Here was an activity almost without a parallel. Nor did it end here. On the 14th, the good old craft lifted her anchor and went to sea; was in Malta on the 16th; left Malta on the 21st, and appeared off Tripoli, in company with all the force that had by this time been collected, in readiness to commence the war in earnest. We know very well that Preble's extraordinary energy was at the bottom of all these ceaseless movements; but the good old ship must come in for all that share of the credit, which properly belongs to a most admirably constructed machine. If the reader mill recur to our dates he will find what was really done. Between the 2d March and the 25th July, there are 145 days, or less than five months. Between these dates, Old Ironsides left port eighteen times, without counting visits to different places where she did not anchor.
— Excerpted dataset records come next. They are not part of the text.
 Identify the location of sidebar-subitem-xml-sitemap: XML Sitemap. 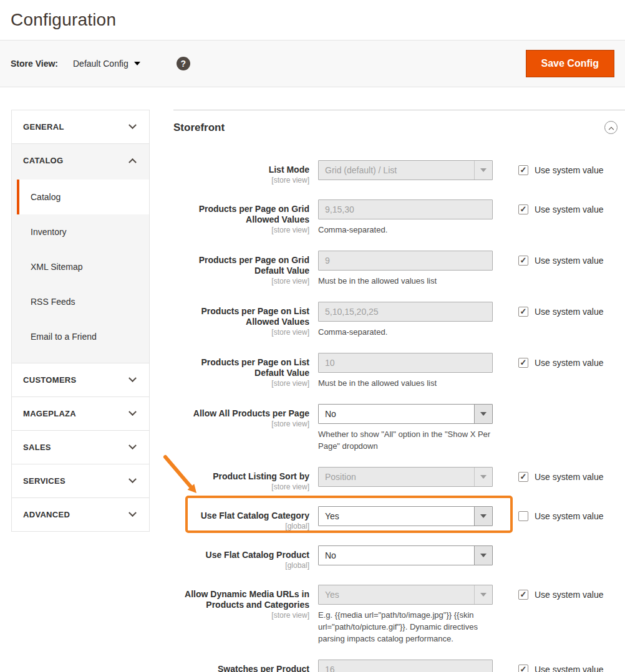
(80, 267).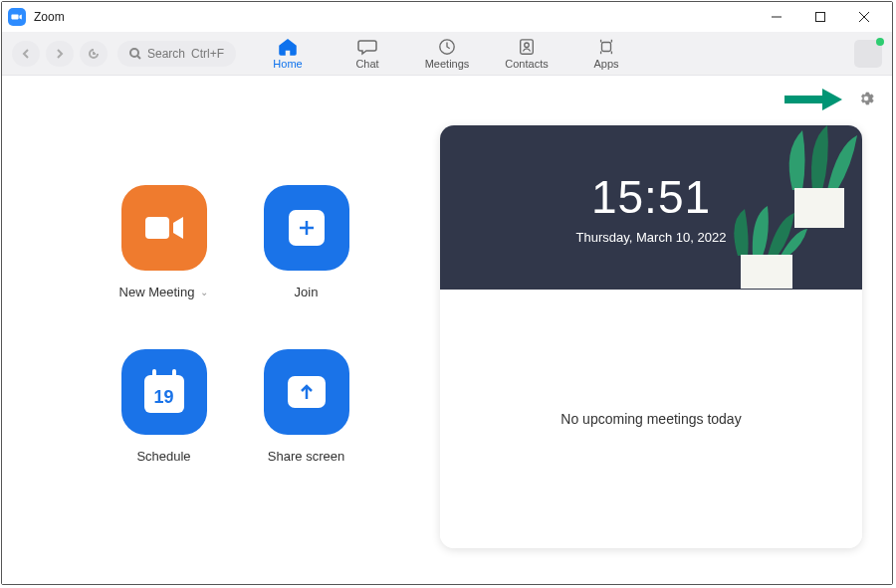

The distances run were necessarily short, in some instances quite so, but the Mediterranean Sea was actually crossed in its entire breadth twice. and several of the passages were hundreds of miles in length. The ship that is in and out of port three times a month—and four times would be nearer the true proportion of the Constitution's movements—cannot be called idle; and our good craft, on all occasions, did her part of the duty admirably well.
It was not favorable weather for anchoring until the 28th, when Preble fetched up with all his squadron, which now consisted of fifteen sail, of one sort and another of fighting craft, with Old Ironsides at their head. The good frigate lay about a league from Tripoli, and the parties had now a good opportunity of looking at each other. The same day, however, a gale came on, and sent every thing out into the offing again; and it was August 3d before Preble brought his force in again.
The 3d August, 1804, will ever be memorable in American naval annals. It was the day on which Preble first attacked the batteries of Tripoli, and on which Decatur made his celebrated hand-to-hand assault on the gun-boats, that had ventured to take up an anchorage outside the rocks. It does not come within the scope of our plan to give the particulars of the whole of this desperate engagement, and we shall confine ourselves principally to the part that was borne in it by the subject of our sketch. The battle itself began at three quarters past two P.M., but it was a little later before Old Ironsides took a part in the fray. It ought to be mentioned here, that this ship had taken on board six long twenty-sixes at Syracuse, which had been mounted in her waist, and which were now manned by the marines, under Captain Hall; musketry being of no account in the service she was on. These six additional guns must have increased her entire armament to _ guns in broadside, and all long; viz., _ twenty-four twenty-fours below, _ twelves on the quarter-deck and forecastle, and the six twenty-sixes just mentioned.
The manner in which the Constitution went into action that day has often been the theme of praise.